In the 50s and 60s, they thought that heart disease and dying from heart attacks was a male phenomenon. That was until women started smoking at the same rate as men and finding their way into the same stress jobs as men. They've caught up. It's one of the "We've come a long way baby" issues that folks don't like to talk about too much.

 

Jack Webb may or may not have stopped smoking. There's still plenty of folks doing it today with all the knowledge we now have. I stopped when my son was born in 1975. It took me seven years, starting in '68 to finally and forever stop smoking. I went from about a pack a day down to 1–2/day and then finally zero. I haven't smoked anything since then, and know that if I just took one I'd be hooked all over again. Nicotine is a very strong narcotic.

 

I know that some folks are ready to be done with this thread. To satisfy their wishes, I'm done commenting too.

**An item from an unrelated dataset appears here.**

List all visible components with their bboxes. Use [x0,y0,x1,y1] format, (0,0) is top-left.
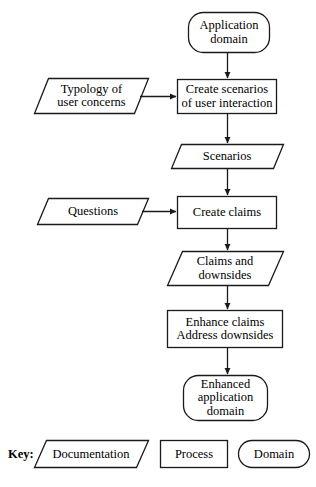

Originally Posted by leavingtracks:

Very interesting thread...by the way, Jack Webb was a heavy smoker and died at the age of 62....just say'in....

 

Alan

Jack died of a Heart attack. We knew Jack personally, and heart ailments ran in the family. He was always highly stressed when working, usually had several things going, planning. He would sometimes only take a nap, rather then sleep the night. Dad and Jack went fishing one time, dad said he didn't sleep, rather going over scripts at night. Seems Jack couldn't relax.

Last edited by josef

One of the themes running through this thread is the "I wouldn't model cigarette machines because they are bad for you, etc." I made the decision to go ahead and do so since that is how I remember the '50s.

 

But on reflection, that has made me realize I am a bit of a hypocrite in a minor way.  Cigarette machines were a common fixture in the '50s, and so with that excuse I do model them.  But separate restroom for "white only" and "colored" were too, as was a side entrance to the balcony for minorities at a local movie theater.  I've never even thought of modeling those aspect of my childhood.